Thank god it's not happening on intel thanks to the thread director
Yeah, I am sure thread director works perfectly, which is only possible if it can see into the future.
Unless you were being sarcastic, in which case I apologize.
However my research and investigation into improving things has led me to learn some exciting discoveries about CPU scheduling in windows and the hidden power schema settings, I have started documenting it as well, however the few attempts I have tried to share some of this stuff on the net, no one has bitten, I seem to be the only one excited by it. :)
W1zzard briefly got interested but only on the NVME power saving states.
But - still, what do you mean "low bar". What would be the high bar?
Unlike desktops with 142-230W package power, mobile chips really do clock all the way down under all-core loads. The 15W 6800U, for example, really does drop from 4.7GHz on single-threaded loads to under 3GHz when rendering. The 6800U's eight full-fat Zen4 cores are already operating in a way similar to 2x Zen4 and 6x Zen4C, simply because there are "preferred cores" which are the two marked as the best for high boost clocks. By the time the third core is engaged, clocks have already dropped 500MHz, and they'll lose another GHz as the rest of the cores are loaded and the laptop approaches its STAPM limits.

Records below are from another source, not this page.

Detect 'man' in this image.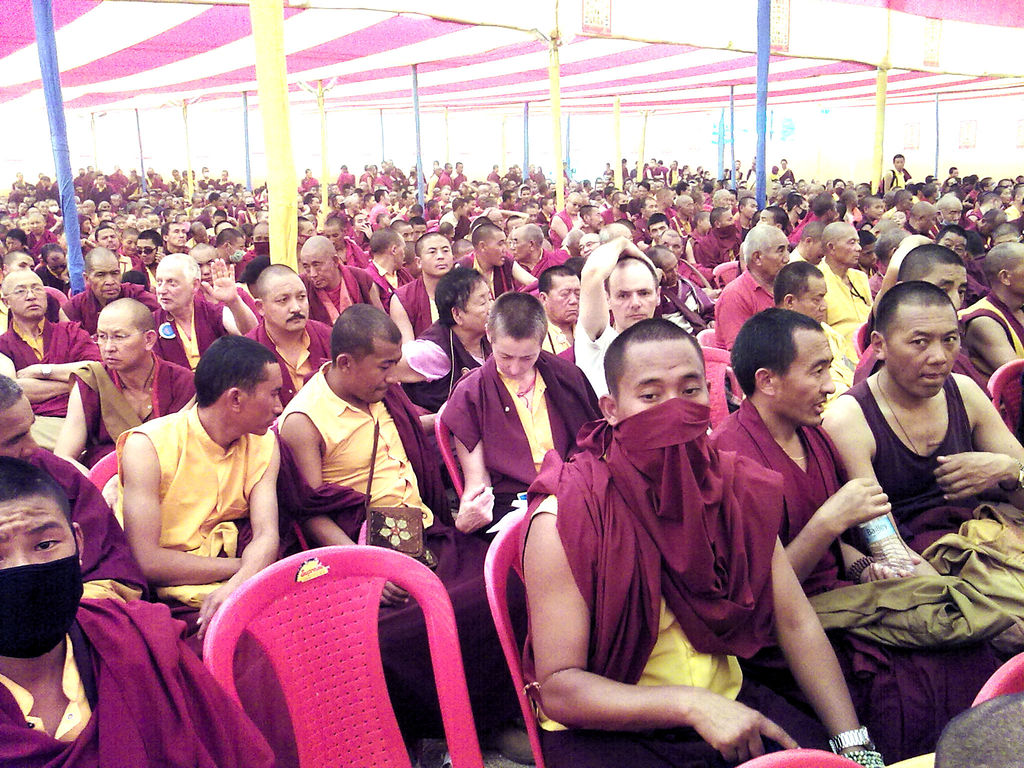
Detection: rect(963, 240, 1023, 380).
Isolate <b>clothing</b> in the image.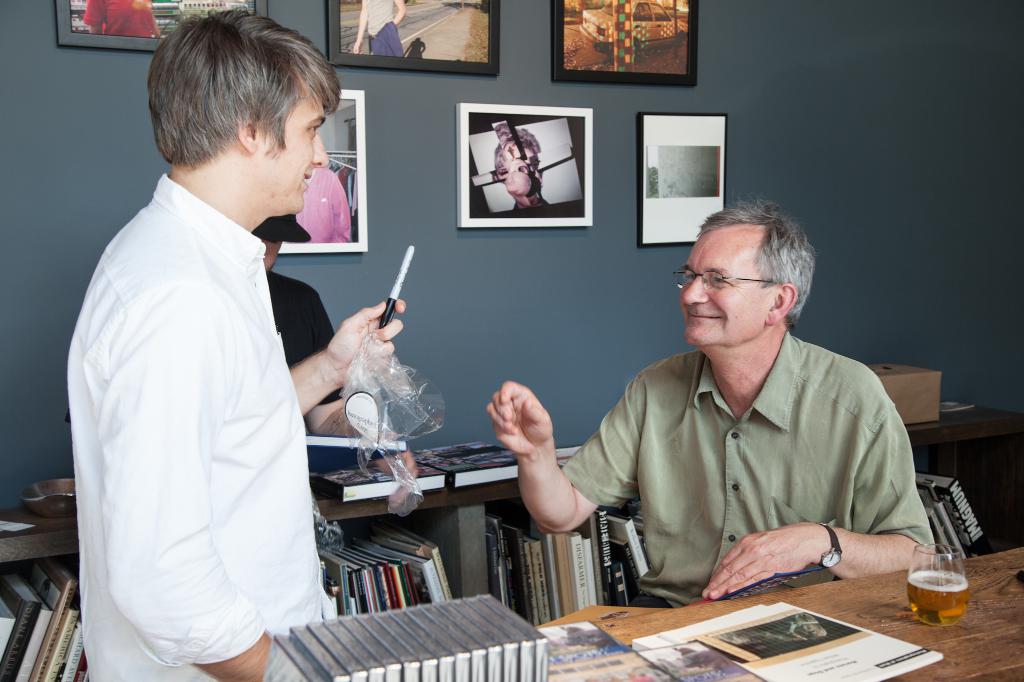
Isolated region: crop(269, 271, 369, 415).
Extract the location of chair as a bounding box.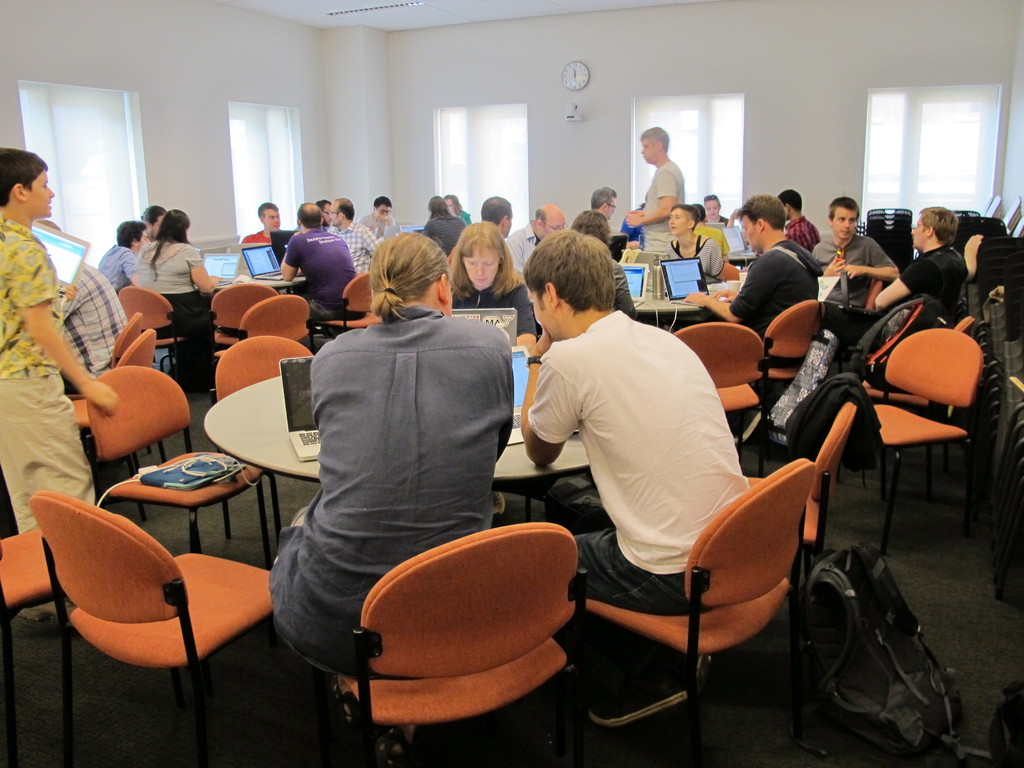
(x1=572, y1=456, x2=820, y2=767).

The clocks of Zen4C will definitely be limited by their own stability at sensible voltages, but many of the cores in a full-fat Zen4 processor are already limited anyway by power targets, so the die area spent on giving them the potential ability to clock higher is going to waste, since if there's ever power budget to spare, the cores that that get boosted to 4.7GHz are the two preferred cores.
In practice, this means the Zen4c cores will have different power/frequency curves than Zen4.
It should be a bit like ARMs big vs. LITTLE frequency curves, though less far apart because it's still essentially the same core.